Copyright 2001
By Devorah A. N. Bennu
All Rights Reserved.
This article appeared in the Autumn 2001 newsletter published by the Biology Department at the University of Washington.

The evening was peaceful as the sun settled below the horizon. Suddenly,
the orange and red sky was dotted with flying blue-grey silhouettes
zigzagging above Lake Union. Bats! Some bats dipped low over the water's
surface to drink in a manner similar to swallows, while others followed
erratic courses above, consuming mosquitoes and other insects in flight.
How do bats find and capture insects in darkness? All insect-eating
bats produce sounds -- either with open mouths or through an elaborate
nose-leaf that functions like a megaphone -- that are reflected as
faint echoes from objects in the environment, providing bats an accurate
picture of their environment and allowing them to maneuver in complete
darkness.
We didn't always know that bats rely on sound to move through dark
surroundings. In the late 1800s, Swiss zoologist Charles Jurine's
suggestion that bats could "see" using their ears was rejected as
preposterous by most of his colleagues. However, in 1944, Donald
Griffin, then an undergrad at Harvard University, used special
microphones to show that bats generate ultrasonic sounds above the
range of human hearing to create echoes that reveal the locations
of objects.
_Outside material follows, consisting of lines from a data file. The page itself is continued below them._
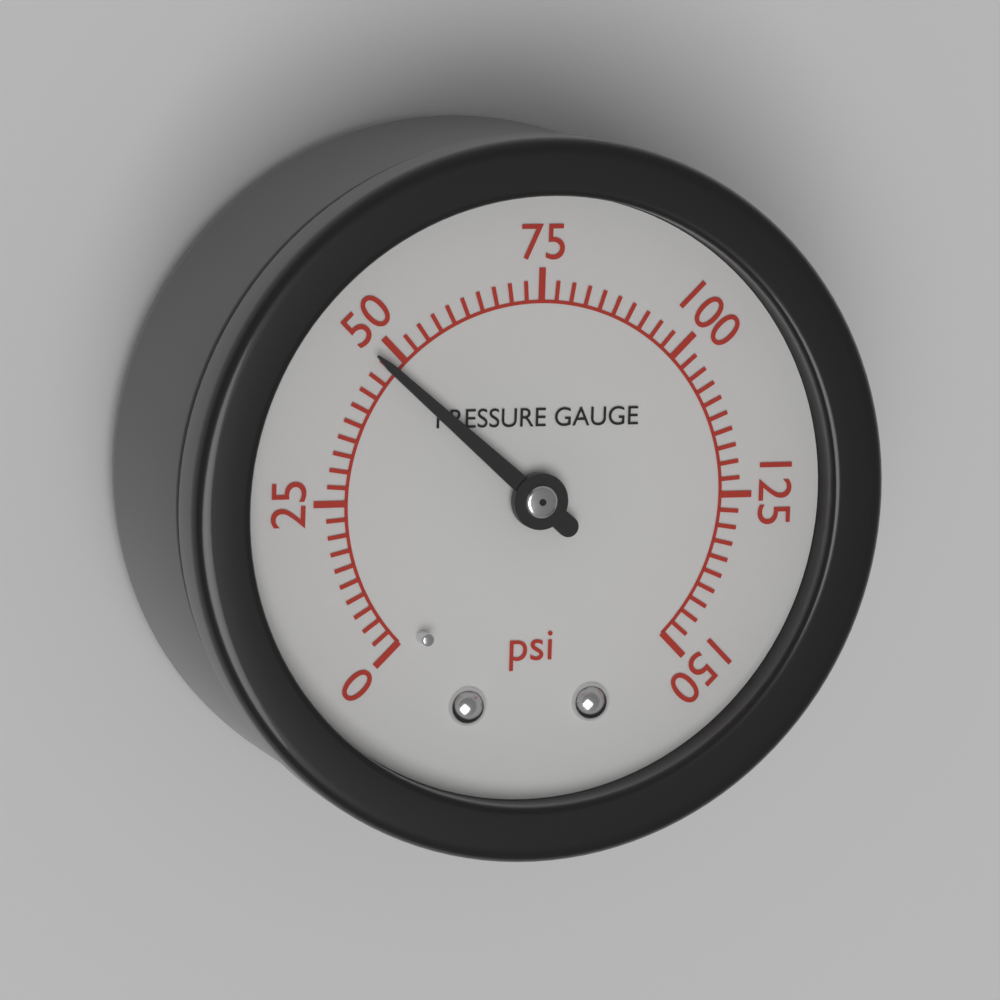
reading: 47.5 psi
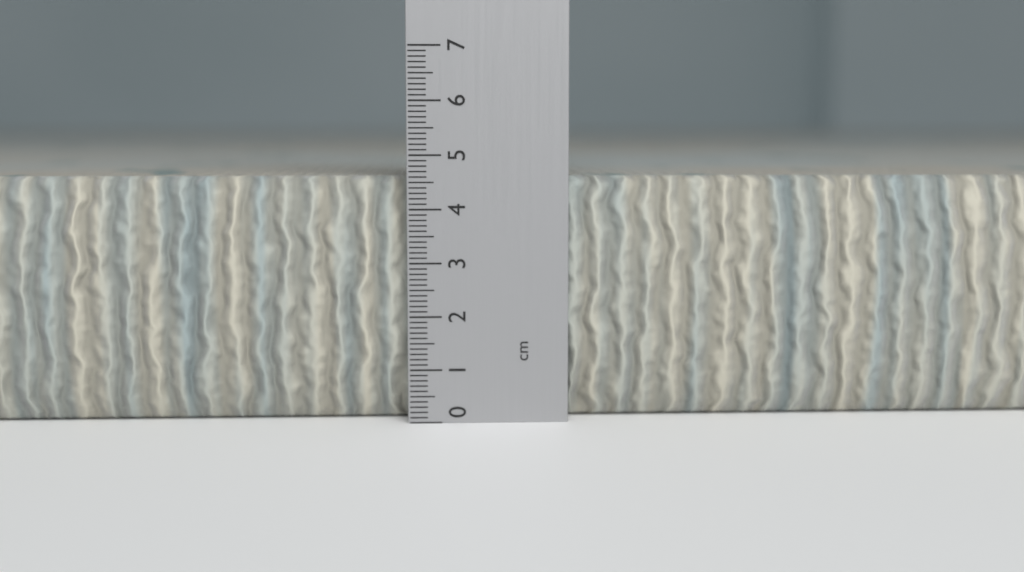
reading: 4.6 cm
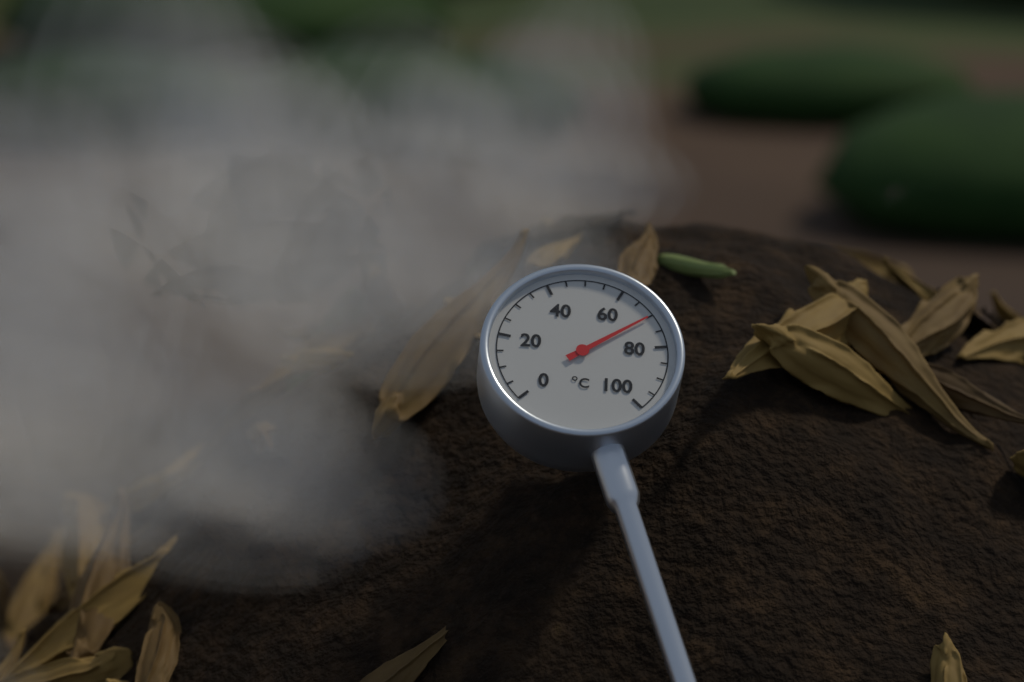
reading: 70 °C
As a result, Griffin coined the term "echolocation"
to describe this phenomenon.
All bats communicate using a variety of squeaks and squeals that
human ears can hear, but bat species in the taxonomic suborder
Microchiroptera emit high-frequency (high-pitched) sounds for
echolocation. Even though low frequency sounds travel farther, only
small ultrasonic sound waves used for echolocation can provide
detailed information about tiny objects in the environment, such as
flying mosquitoes.
Echolocation sounds are not the same pitch for all bat species. High
frequency echolocation calls produced by bats range from 20-200
kilohertz (kHz) or more (humans cannot hear sounds above 20kHz).
There are differences in the pattern of echolocation calls, as well.
Some species produce a constant frequency (CF) cry, while others
use a frequency modulated (FM) call that descends in pitch. However,
most bat species can choose to use either type of call.
CF and FM sounds reveal different types of information to the bat.
CF is used to detect objects while FM provides distance and other
finely detailed data about the nature of the object. For example,
by comparing the time elapsed between outgoing calls and returning
echoes, bats accurately estimate distance to an object. Deviations
in echo intensity and pitch reveal important details about the
target, such as direction, size, shape and velocity. Most bat species
produce a complicated sequence of CF and FM calls that they modify
apparently depending upon differences in habitat, such as open areas
versus dense vegetation.
Because air absorbs energy contained in sound waves, the usefulness
of high-pitched (short wave) sounds such as those produced by
echolocating bats are limited to a range of 50 feet or less, making
echolocationg bats nearsighted. To partially compensate for this
energy loss and to increase their range, most bats produce high
intensity sounds of up to 120 decibels, which is as loud as a smoke
detector held four inches from your ear. These "shouting" bat species
include the Little Brown Bat, Myotis lucifugus, and the Big
Brown Bat, Eptesicus fuscus, which are common in Seattle
neighborhoods.
How do bats make such loud sounds without deafening themselves? Shortly
before the bat's larynx muscles contract to produce an ultrasonic
call, special muscles in the middle ear contract, separating the three
inner ear bones (the malleus, incus and stapes or "hammer," "anvil" and
"stirrup"), causing momentary deafness. After the call has been made,
the middle ear muscles relax, restoring the bat's hearing in time to receive
echoes from objects that are as close as one meter away.
There still are many unanswered questions about the acoustic abilities
of bats. However, research into echolocation is already yielding
practical benefits for humans. For example, sonar is a primitive form
of echolocation (from a bat's perspective!) that is widely used for
navigation, tracking aircraft, ships, submarines and missiles, and for
forecasting weather.

This graphic reveals how echolocation is
used by a bat
to reveal the location of a
tasty meal, such as a moth.
[Graphic
courtesy of Bob and Rita at bats4kids]

The Little Brown Bat, Myotis lucifugus,
is the most common bat in the Seattle area.
It
typically roosts in attics or barns near water. It is
a "shouting bat."
[Photo copyright by the Missouri
Department of Conservation.]
The author acknowledges Bob and Rita from the website, bats4kids, who graciously provided permission to use their echolocation graphic, and the Missouri Department of Conservation for their excellent photograph of the Little Brown Bat in flight. The author also thanks Dr. Van Tiggelen from the Belgian Museum, who read this article and kindly corrected my misspelling of Donald Griffin's name.